Every tick of the old-fashioned clock sent a throb racing through his brain. Every rustle of the pages seemed to release a fresh shot of adrenalin into his blood stream. This time, his mind was pleading. It has to be right this time....
Jordan finished his reading and shoved the folder back. He reached for his pipe, sighed, and then nodded slowly. "A nice job of researching, Phillips. And it might make a good feature for the Sunday section, at that."
It took a second to realize that the words meant acceptance, for Phillips had prepared himself too thoroughly against another failure. Now he felt the tautened muscles release, so quickly that he would have fallen if he hadn't been braced against the seat.
He groped in his mind, hunting for words, and finding none. There was only the hot, sudden flame of unbelieving hope. And then an almost blinding exultation.
Jordan didn't seem to notice his silence. The editor made a neat pile of the notes, nodding again. "Sure. I like it. We've been short of shock stuff lately and the readers go for it when we can get a fresh angle. But naturally you'd have to leave out all that nonsense on Blanding. Hell, the man's just buried, and his relatives and friends—"

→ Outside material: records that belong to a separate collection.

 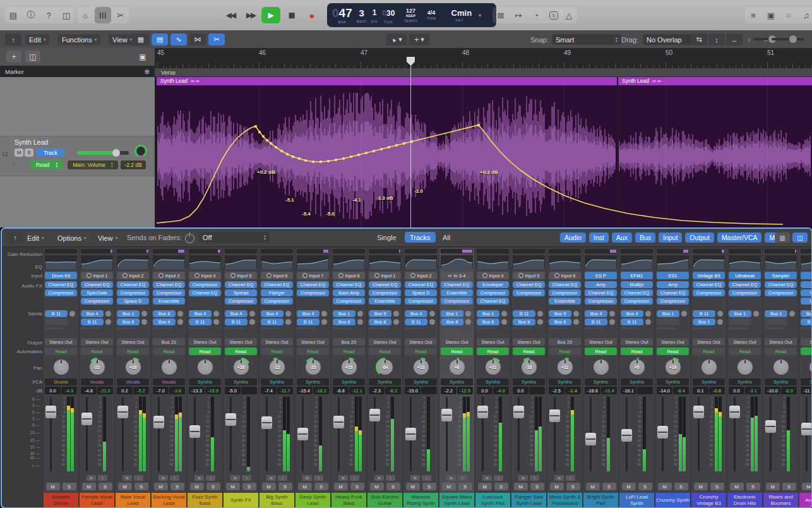 I want to click on channel-strip-12: ∞In 3-4Channel EQEnsembleCompressorBus 1…, so click(x=457, y=378).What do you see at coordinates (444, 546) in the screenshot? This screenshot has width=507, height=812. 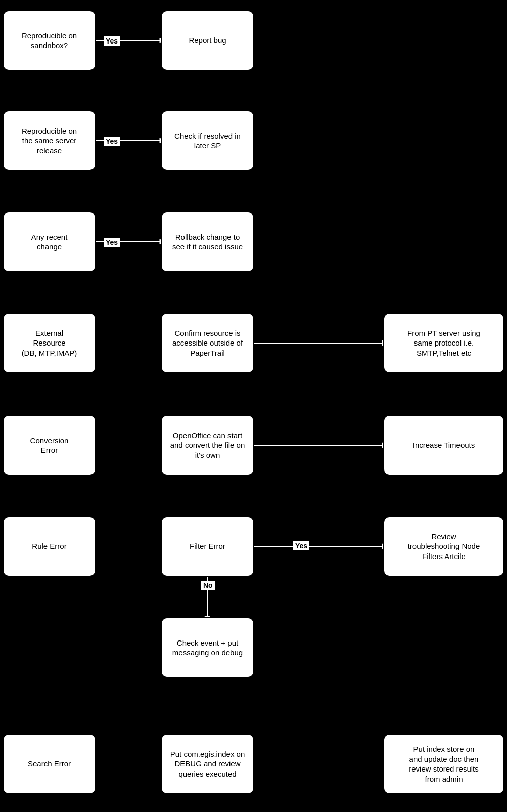 I see `node-review-troubleshooting: Reviewtroubleshooting NodeFilters Artcil…` at bounding box center [444, 546].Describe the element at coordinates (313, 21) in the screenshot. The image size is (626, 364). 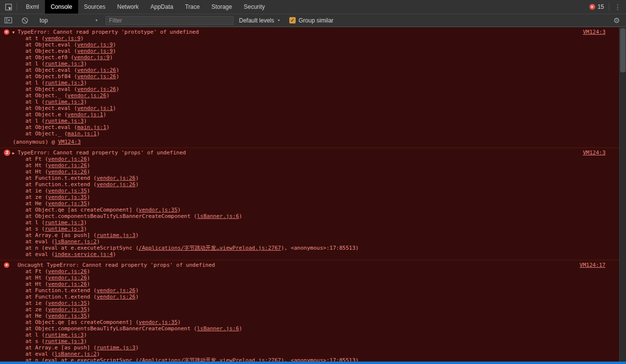
I see `console-toolbar: top ▼ Default levels ▼ ✓ Group similar ⚙` at that location.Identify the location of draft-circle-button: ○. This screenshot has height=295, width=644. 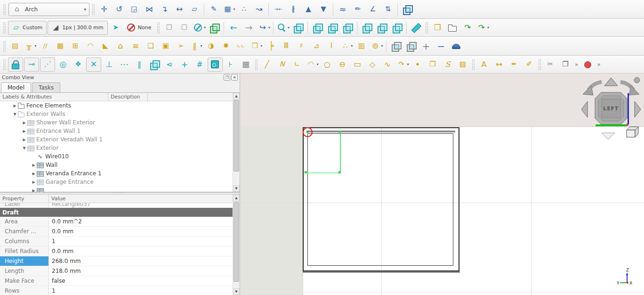
(327, 65).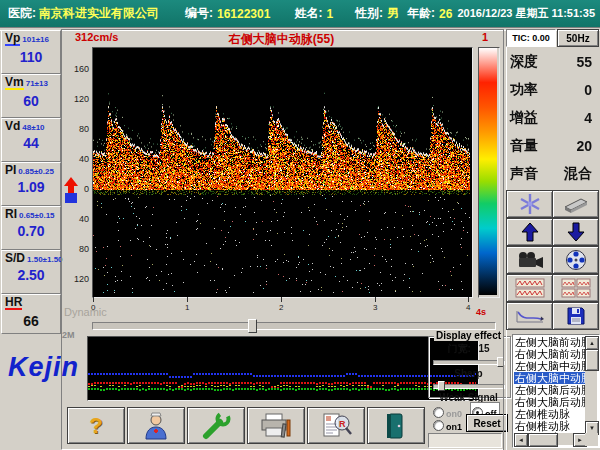  Describe the element at coordinates (530, 232) in the screenshot. I see `arrow-up-icon` at that location.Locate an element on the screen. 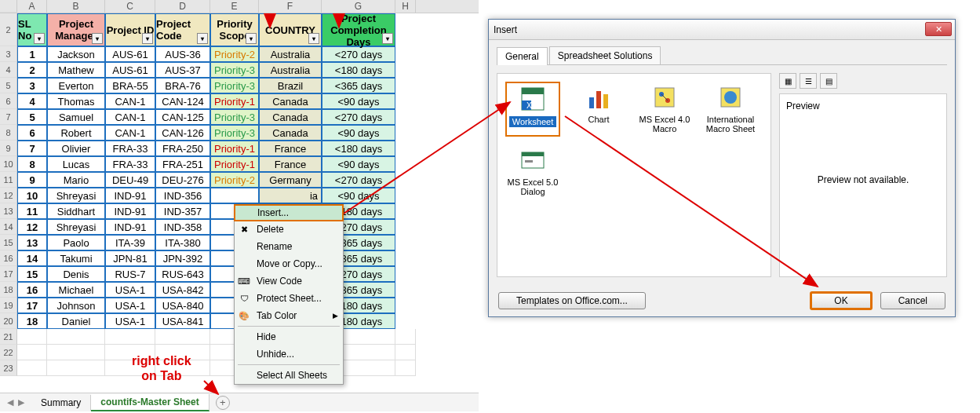 The width and height of the screenshot is (980, 413). worksheet-icon: X is located at coordinates (533, 99).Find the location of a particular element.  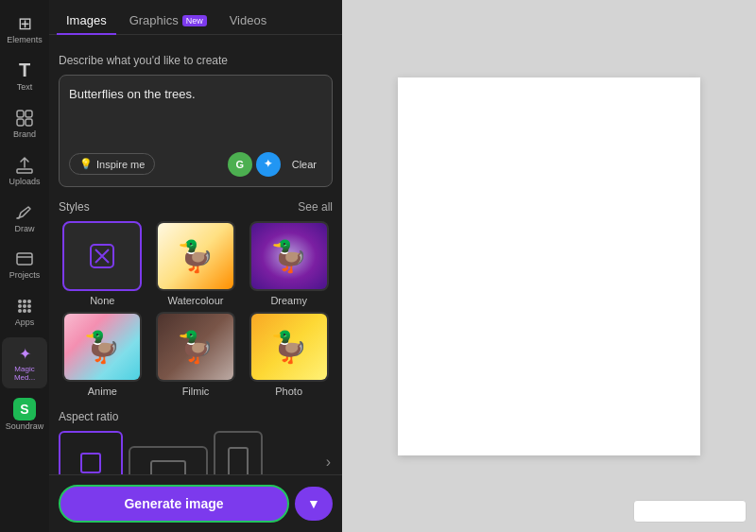

style-thumb-dreamy: 🦆 is located at coordinates (289, 256). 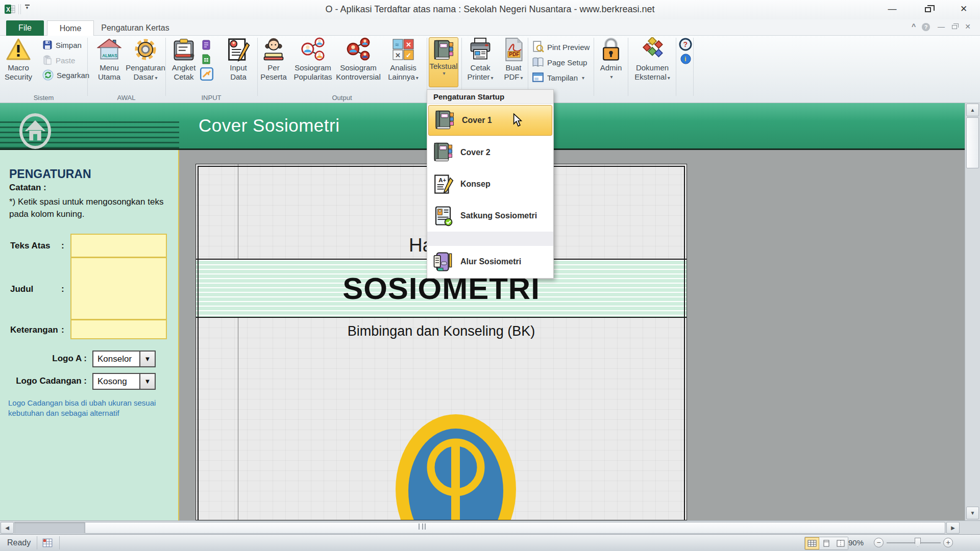 What do you see at coordinates (652, 49) in the screenshot?
I see `diamond-network-icon` at bounding box center [652, 49].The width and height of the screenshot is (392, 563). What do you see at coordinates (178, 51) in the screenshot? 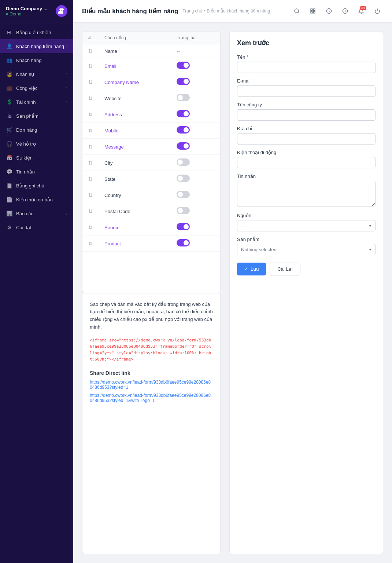
I see `field-status-text: --` at bounding box center [178, 51].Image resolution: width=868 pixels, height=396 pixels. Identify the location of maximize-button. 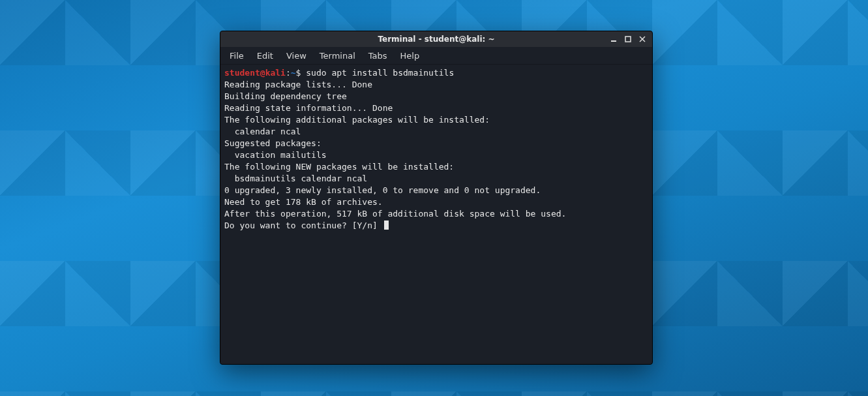
(628, 39).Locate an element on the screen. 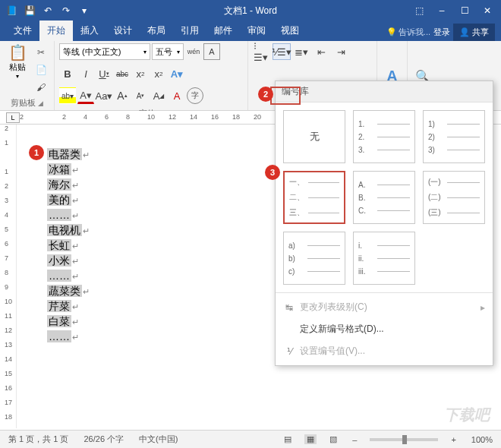 The image size is (501, 448). numbering-style-5: a)b)c) is located at coordinates (314, 258).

"But that's the proof!" Phillips stared at the editor, trying to penetrate through the haze of hope that had somehow grown chilled and unreal. His thoughts were abruptly disorganized and out of his control. Only the urgency remained. "It's the key evidence. And we've got to move fast! I don't know how long it takes, but even one more day may be too late!"
Jordan nearly dropped the pipe from his lips as he jerked upright to peer sharply at the younger man. "Are you crazy? Do you seriously expect me to get an order to exhume him now? What would it get us, other than lawsuits? Even if we could get the order without cause—which we can't!"
Then the pipe did fall as he gaped open-mouthed. "My God, you believe all that stuff. You expected us to publish it straight!"
"No," Dane said thickly. The hope was gone now, as if it had never existed, leaving a numb emptiness where nothing mattered. "No, I guess I didn't really expect anything. But I believe the facts. Why shouldn't I?"
He reached for the papers with hands he could hardly control and began stuffing them back into the folder. All the careful documentation, the fingerprints—smudged, perhaps, in some cases, but still evidence enough for anyone but a fool—
"Phillips?" Jordan said questioningly to himself, and then his voice was taking on a new edge. "Phillips! Wait a minute, I've got it now! Dane Phillips, not Arthur! Two years on the Trib. Then you turned up on the Register in Seattle? Phillip Dean, or some such name there."
"Yeah," Dane agreed. There was no use in denying anything now. "Yeah, Dane Arthur Phillips. So I suppose I'm through here?"
Jordan nodded again and there was a faint look of fear in his expression. "You can pick up your pay on the way out. And make it quick, before I change my mind and call the boys in white!"